I’m working on a project that I’m calling the Green Valise after Marcel Duchamp’s suitcase of his artworks which he stole out of France in advance of moving to New York. His suitcase contained miniature versions of his works to date so that there would be a record of what he had accomplished. I’m recreating my video and film works as graphic artworks that draw upon the visual conventions of cartoons to restore some of my own body of work that has been destroyed by poor storage in rainy climates and through the every present work of beetles and decay. More on that after I work through the Major Arcana project that is featured elsewhere on this website.

Krakow John: Doctor Faustus (1986)

A retelling of the Faust myth using the ventriloquist dummy head that I used in my 6th grade talent show as the main character and the prophet of destruction and creation. I was reading a lot about postwar avant-garde cinema and I was particularly influenced by Susan Sontag’s essay about Hans-Jurgen Syberberg’s formal concerns in his film Hitler: A Film from Germany. In those pre-internet days I didn’t actually have access to the film, but Sontag’s evocative descriptions and critical comments on the film were extremely generative for my work at the time.

I reconceptualized the Faust myth as a tragedy about domestic violence and the objectification of women in the media. The tragic story of Dorothy Stratton, the one time Playboy bunny, was seared into my consciousness and inflected my own recall of the traumas of my mother at the hands of my father. So, an Oedipal story as well.

Danny O’Day as Faust
Mephistopheles
Walpurgis Night

Julien Offray de La Mettrie’s Man a Machine (1989)

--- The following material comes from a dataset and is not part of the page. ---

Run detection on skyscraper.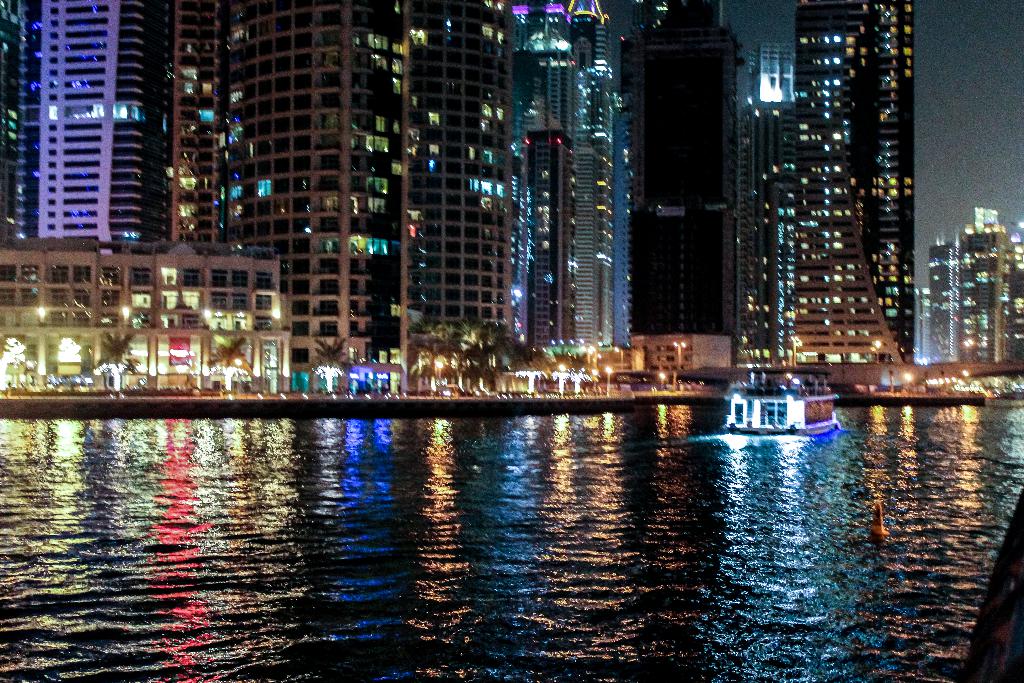
Result: locate(0, 0, 72, 270).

This video project inaugurated my interest in what makes us human and how the body operates in relation to something that we like to call the soul or the self (or other related terms). I’ve been interested in this constellation of ideas – the body, machines, computational consciousness – since the late 1980s and this interest continues in the academic and scholarly work that I’ve accomplished thus far. In particular my work on virtual humans and simulations in relation to pedagogy and communication. But here is where this train of thought started.

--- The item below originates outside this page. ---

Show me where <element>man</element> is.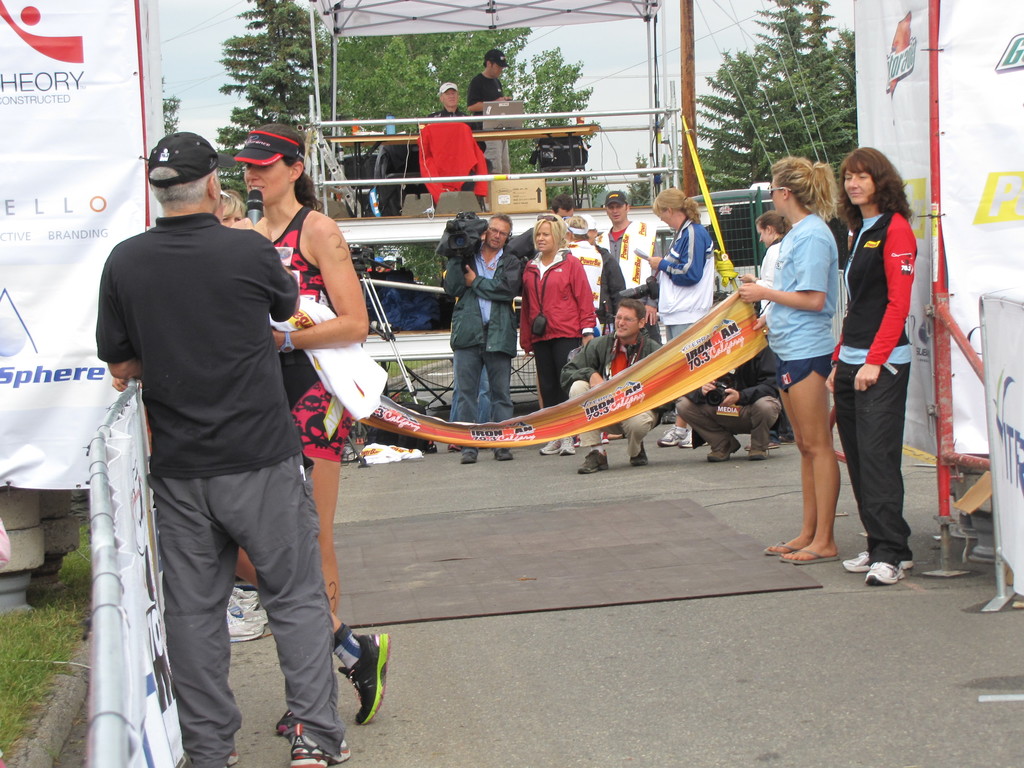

Man a Machine is an intellectual spoof on fantastic tales of adventure and intrigue as often found in science fiction and boy’s adventure stories, but drawn from writings on mummies, robots, Tourette’s syndrome, Anti-Oedipus by Deleuze and Guattari, exercise instruction manuals, cognitive science, Harvey’s discovery of the circulatory system, and a bunch of other stuff. It expects a lot from the viewer, most likely too much. I’ll revise the text when I rework it as a cartoon show book for everyone, young and old.

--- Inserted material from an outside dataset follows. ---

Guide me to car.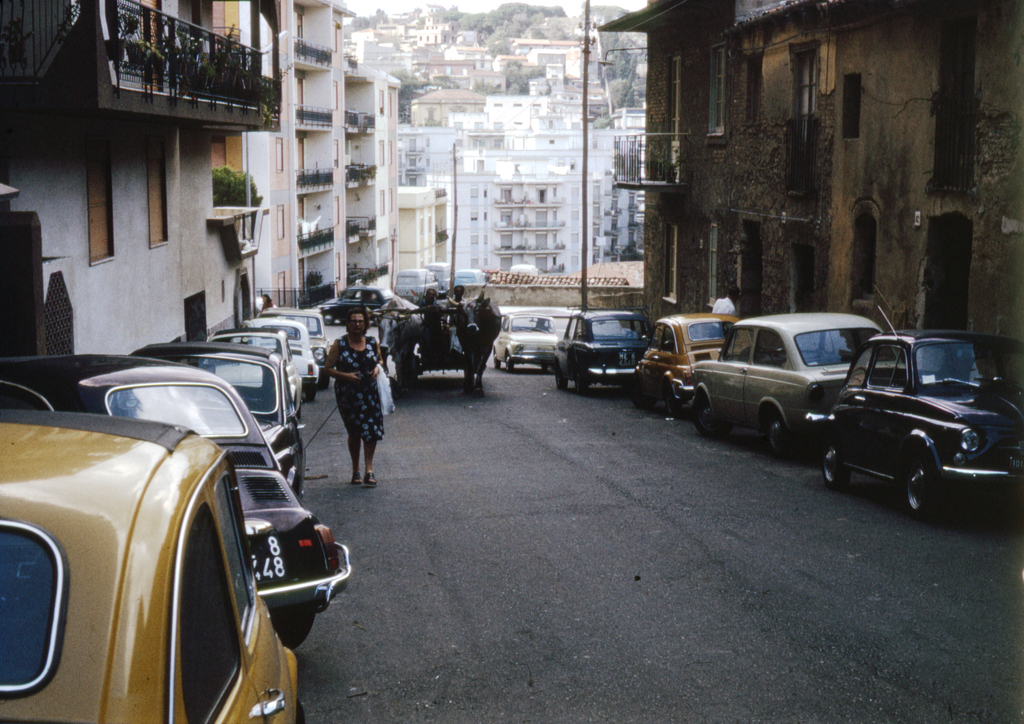
Guidance: rect(244, 313, 325, 403).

The Robotic Daily Dozen Exercise Plan
Great Mummies of the Western World
The Interrogation Room with Operator X

American Feel (1991)

As I watch this video again after many years, I see my despair and alienation as being very prescient in regards to our current social, cultural, and political moment. It’s basically about eccentricity and how those who don’t fit attempt to find a place to fit into our collective consensual world. It seems likely that there is even less room now for eccentricity and divergent personalities than there were in 1990. I concluded this tape with the rather depressing conclusion that the only powerful action that was left to resist the dominant ideology was a form of hooliganism. I think that is still right as social media seems to suggest in all of its myriad anti-democratic forms that resistance is futile, so extremism is the only cogent response – yell or smash or disrupt. I don’t agree with that at all.